When we chartered a big huge catamaran in the islands, it had blocks at the clew & luff (single line system). I cannot recall off the top of my head how they were "attached" to the sail, but instead of cringles or pressed rings, the blocks may have been sewn directly to the sail with webbing. Still a lot of flogging hardware on a smaller boat though..I'd worry about getting beaned in the head..You needed a ladder to reach the boom on this cat..no chance of getting whacked with a flailing block.
my 1977 boat (and 1977 sail when I still had it) had a cunningham cringle AND the boom gooseneck on the track.
- The P.O. pinned the gooseneck with a bolt (which is just fine with me..no crashing boom!), so the track is no longer being used. Looking at the style of reinforcement patches on your sail, it looks similar (i.e. stock Catalina/Odyssey issue sail.) My new sail doesn't have a cunningham ring (I never rigged the old one), but since it is a cruising boat, I pretend I don't see that the luff needs tension adjustment, or if it is bad enough, I just go adjust the halyard at the mast. For reefing, Quantum built in a little 'hand hold' into the web ring, so I can pull down with one hand and hook the ring over the reef hook with the other. Tighten the halyard back up, pull in the clew line & done!..again, since my halyard is at the mast, & my reef line is on the boom (similar location to those cleats on your boom) all this work is done there.
Um..I am trying to think where I got my tack hook..I had one of those big curly Q type ones on there that I replaced with something less obnoxious after it broke..mine is a pretty simple set up & simply bolted to the gooseneck. I'll see if I can find an example...try searching for "reefing hook" at Defender...they have a few different ideas.
For your setup..I like Joe's idea too..you must have foot tension (& luff tension via the halyard once tack is secured) to have any decent (flat) sail shape. Reefing into a big sloppy, baggy mess almost defeats the purpose. Having some way to pull the tack for the reef forward (i.e. down to the mast) and doing the same at the clew by moving the block aft should help immensely.
Making these modifications & testing them at the dock on a sunny 75 degree day with no wind is also a good idea. Trying to figure it out when heeling 30 degrees in a cold wet 25 knots sucks.
Edit - OK, looking at your set up again...you could simply take the current 'dead-end' at the cunningham and move it down to the tack ring/cringleor some other solid piece of the gooseneck. Problem #1 solved.
2nd problem: For fun (i.e. at the dock) you could relocate the current 'tack blocks' to the mast cleats..i.e., use the cleat as a padeye. This should allow you to get enough forward tension on the tack ring for the reef. If this proves to work, a permanent pad-eye could be added on each side of the mast for each block, (low enough to allow for the space the block takes up & still get the tack ring down enough) or you could simply continue to use the cleat(s) as a pad-eye and lash with something small & strong like spectra. I'd try something easy like a sail tie for the experiment.
So..now I need some help figuring out how the lines run..if you have a dead-end at the clew(on the block pad-eye thing) and a dead-end at the tack, do you have two separate lines for each reef (i.e. total of 4?) Maybe three since you seem to dead-end the luff reef lines in the middle at the cunningham. Damn, I am confusing myself now..
I have some ideas, but I need more pics, or a diagram or something.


Starting at the line that contains "Describe the element" and ending at the line that contains "The image size is (1478, 709).", the lines below are to be given again exactly, with nothing added.

═══ Provided records

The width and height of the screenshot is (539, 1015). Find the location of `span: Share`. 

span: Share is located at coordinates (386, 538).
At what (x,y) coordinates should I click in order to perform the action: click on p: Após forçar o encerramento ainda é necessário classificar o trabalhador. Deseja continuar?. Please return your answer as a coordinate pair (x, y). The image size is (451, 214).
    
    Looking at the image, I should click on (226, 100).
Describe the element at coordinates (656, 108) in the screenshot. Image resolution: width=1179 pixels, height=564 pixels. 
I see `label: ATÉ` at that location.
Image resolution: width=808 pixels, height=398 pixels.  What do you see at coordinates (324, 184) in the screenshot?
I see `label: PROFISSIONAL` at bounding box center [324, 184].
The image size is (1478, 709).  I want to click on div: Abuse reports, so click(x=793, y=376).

══════
═══ Provided records

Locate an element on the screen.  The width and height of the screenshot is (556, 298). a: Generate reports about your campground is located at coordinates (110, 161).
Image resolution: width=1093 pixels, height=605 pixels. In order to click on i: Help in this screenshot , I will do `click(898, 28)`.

══════

The answer.
Describe the element at coordinates (656, 108) in the screenshot. Image resolution: width=1179 pixels, height=564 pixels. 
I see `label: ATÉ` at that location.
Image resolution: width=808 pixels, height=398 pixels.  What do you see at coordinates (324, 184) in the screenshot?
I see `label: PROFISSIONAL` at bounding box center [324, 184].
The image size is (1478, 709).  I want to click on div: Abuse reports, so click(x=793, y=376).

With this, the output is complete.